A long-standing ally of successive U.S. governments, Rwandan President Paul Kagame is finding himself in the middle of a controversial election campaign, marked by media repression, jailings of opposition leaders, threats of war, attempted assassinations and several killings of political opponents.
The United Nations and U.S.-based Human Rights Watch have called for a full investigation into one of the recent killings, the near decapitation of an opposition leader.
One of those jailed in the run-up to the August 9 presidential vote was American lawyer Peter Erlinder. He had gone to Rwanda to defend an opposition leader jailed for allegedly disagreeing with the government's official version of the 1994 genocide. He was then also jailed for three weeks on a charge of what Rwandan authorities call genocide ideology.
Erlinder said he would have never gone to Rwanda if he had known what the political climate was like.
"I thought with the election coming up and with the many nice things that the United States government has said about the Rwandan government recently and the progress that it has made ... Unfortunately what is happening now raises serious questions about whether that progress was real or whether we really do have a military dictatorship that is being supported by our government. It raises a lot of very difficult questions," Erlinder said.
Following the arrest of Erlinder, Secretary of State Hillary Clinton said she understood the anxiety of Rwanda's leadership over what they view as genocide denial, but she urged Rwanda not to undermine its remarkable progress by beginning to move away from positive actions.
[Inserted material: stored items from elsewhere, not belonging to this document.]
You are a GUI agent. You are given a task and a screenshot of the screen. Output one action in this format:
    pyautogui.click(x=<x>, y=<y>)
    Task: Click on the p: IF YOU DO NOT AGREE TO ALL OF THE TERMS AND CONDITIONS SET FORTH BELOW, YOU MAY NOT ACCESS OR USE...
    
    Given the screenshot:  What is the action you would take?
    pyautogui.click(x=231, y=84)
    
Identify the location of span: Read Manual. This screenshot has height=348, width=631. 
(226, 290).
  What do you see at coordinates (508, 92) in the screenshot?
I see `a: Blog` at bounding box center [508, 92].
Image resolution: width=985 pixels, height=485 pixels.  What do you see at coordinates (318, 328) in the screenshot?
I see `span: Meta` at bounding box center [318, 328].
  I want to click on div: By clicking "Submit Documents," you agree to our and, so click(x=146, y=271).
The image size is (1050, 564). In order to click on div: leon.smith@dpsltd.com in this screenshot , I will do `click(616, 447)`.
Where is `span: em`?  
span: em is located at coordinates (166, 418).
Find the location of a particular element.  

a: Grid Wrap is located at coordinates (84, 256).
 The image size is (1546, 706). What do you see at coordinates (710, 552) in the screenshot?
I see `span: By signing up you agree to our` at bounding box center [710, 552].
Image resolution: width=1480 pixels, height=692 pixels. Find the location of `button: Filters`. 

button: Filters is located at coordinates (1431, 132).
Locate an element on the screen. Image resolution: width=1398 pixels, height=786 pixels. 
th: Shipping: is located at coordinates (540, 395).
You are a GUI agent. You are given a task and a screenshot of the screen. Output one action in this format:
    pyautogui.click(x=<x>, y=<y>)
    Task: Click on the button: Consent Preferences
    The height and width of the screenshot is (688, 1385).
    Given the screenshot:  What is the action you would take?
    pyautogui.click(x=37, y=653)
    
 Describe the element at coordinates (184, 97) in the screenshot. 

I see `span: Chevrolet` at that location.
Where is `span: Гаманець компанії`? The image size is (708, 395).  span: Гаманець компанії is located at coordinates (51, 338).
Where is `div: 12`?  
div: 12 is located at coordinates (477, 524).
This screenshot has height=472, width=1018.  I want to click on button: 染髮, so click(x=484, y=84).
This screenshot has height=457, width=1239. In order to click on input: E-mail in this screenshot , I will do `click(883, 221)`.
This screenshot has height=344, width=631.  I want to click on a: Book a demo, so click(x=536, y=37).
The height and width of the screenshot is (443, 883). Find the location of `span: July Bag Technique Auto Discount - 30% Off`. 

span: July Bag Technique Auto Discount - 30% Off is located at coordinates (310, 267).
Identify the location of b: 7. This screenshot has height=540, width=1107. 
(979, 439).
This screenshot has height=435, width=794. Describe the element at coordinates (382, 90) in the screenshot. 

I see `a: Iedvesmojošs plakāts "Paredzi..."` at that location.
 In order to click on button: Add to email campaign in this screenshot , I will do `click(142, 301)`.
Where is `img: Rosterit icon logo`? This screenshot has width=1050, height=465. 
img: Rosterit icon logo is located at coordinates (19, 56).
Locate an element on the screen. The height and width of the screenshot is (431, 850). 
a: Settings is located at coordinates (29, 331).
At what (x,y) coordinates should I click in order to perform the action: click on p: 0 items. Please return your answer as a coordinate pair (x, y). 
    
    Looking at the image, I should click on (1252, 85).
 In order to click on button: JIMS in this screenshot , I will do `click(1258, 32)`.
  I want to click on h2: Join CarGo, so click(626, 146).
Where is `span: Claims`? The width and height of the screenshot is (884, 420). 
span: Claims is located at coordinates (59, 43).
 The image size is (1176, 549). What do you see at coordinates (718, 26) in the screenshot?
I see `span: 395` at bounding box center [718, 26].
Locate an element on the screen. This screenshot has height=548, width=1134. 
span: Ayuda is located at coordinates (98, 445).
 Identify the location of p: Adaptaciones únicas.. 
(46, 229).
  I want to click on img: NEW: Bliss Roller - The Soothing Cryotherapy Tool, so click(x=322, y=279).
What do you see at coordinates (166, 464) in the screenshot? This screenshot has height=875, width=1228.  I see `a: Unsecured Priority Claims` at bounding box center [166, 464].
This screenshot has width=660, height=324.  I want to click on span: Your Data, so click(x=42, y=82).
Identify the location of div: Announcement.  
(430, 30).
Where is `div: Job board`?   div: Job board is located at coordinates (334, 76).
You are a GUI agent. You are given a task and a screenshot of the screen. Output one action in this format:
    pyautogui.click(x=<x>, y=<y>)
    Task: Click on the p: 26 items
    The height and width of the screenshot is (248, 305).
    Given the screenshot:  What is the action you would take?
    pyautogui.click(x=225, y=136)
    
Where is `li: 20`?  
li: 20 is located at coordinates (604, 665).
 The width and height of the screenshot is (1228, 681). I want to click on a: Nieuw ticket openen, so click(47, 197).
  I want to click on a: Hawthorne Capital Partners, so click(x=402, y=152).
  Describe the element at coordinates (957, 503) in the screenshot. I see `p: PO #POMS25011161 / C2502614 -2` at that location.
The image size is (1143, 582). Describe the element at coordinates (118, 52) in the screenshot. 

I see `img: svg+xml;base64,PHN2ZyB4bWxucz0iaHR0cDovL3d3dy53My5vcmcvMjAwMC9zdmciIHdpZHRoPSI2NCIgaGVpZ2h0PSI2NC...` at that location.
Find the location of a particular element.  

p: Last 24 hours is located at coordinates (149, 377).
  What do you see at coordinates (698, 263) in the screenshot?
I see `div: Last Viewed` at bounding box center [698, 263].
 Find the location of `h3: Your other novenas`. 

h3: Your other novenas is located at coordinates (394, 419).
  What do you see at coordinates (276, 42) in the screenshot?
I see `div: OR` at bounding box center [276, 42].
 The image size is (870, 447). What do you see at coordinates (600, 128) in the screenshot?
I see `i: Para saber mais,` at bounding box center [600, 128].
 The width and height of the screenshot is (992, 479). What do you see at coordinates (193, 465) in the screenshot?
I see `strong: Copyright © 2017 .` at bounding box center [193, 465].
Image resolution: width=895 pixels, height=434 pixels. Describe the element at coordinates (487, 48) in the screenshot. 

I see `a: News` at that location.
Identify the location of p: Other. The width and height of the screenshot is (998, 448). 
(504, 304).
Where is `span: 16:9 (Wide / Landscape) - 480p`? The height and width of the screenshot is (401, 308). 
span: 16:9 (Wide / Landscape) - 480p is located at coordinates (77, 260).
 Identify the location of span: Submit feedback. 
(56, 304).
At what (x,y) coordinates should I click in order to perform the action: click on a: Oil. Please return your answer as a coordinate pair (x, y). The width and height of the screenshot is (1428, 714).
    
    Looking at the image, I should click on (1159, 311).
Analyst Steve McDonald, with the Washington-based Woodrow Wilson International Center for Scholars, recently returned from Rwanda and was also disturbed by what he experienced.
"The fear is palpable, the nervousness, the feeling that there is no freedom of speech and association and gathering in the society and I think this could be disastrous," he said.
He says he believes President Kagame is refusing post-genocide reconciliation as a means to exert his authority. But McDonald is not surprised he has received praise and many awards in the United States, including the Clinton Global Citizen Award last year, from former President Bill Clinton.
"Kagame is an extremely energetic, extremely intelligent man who has fully taken advantage of many of the hot buttons that he knows the West cares about, that is economic progress, that is environmental concern, that is furthering information technology," Mcdonald said. "He is taking the lead on the international stage that originally put him among these new African leaders during the Clinton administration, including Meles Zenawi in Ethiopia, and [Yoweri] Museveni in Uganda."
He says since then he believes these leaders have failed their countries in terms of democracy and human rights.
President Kagame himself has denied his government has been behind any of the killings.
"Why would government be that stupid? I never knew I would be in a government that would be seen as that stupid, that would kill journalists, opposition leaders, one after another, you kill and you kill, as if there is anything to gain from it," said Kagame.
He won the last presidential election in 2003 with more than 95 percent of the vote, but there has been growing dissension among his former political allies. The former Rwandan intelligence chief, Patrick Karegeya, was quoted Monday as saying "dictators like Mr. Kagame do not step down, but can only be brought down."
Africa advocacy groups holding a protest conference Tuesday in Washington say foreign election observers in Rwanda will be a waste of money.
Earlier this year, the senior U.S. diplomat for Africa, Johnnie Carson, said the political environment in Rwanda was in his words "riddled by a series of worrying actions."
A spokeswoman for Rwanda's government said that was what she called "an out-of-Rwanda reading of the situation in Rwanda, with added election hype.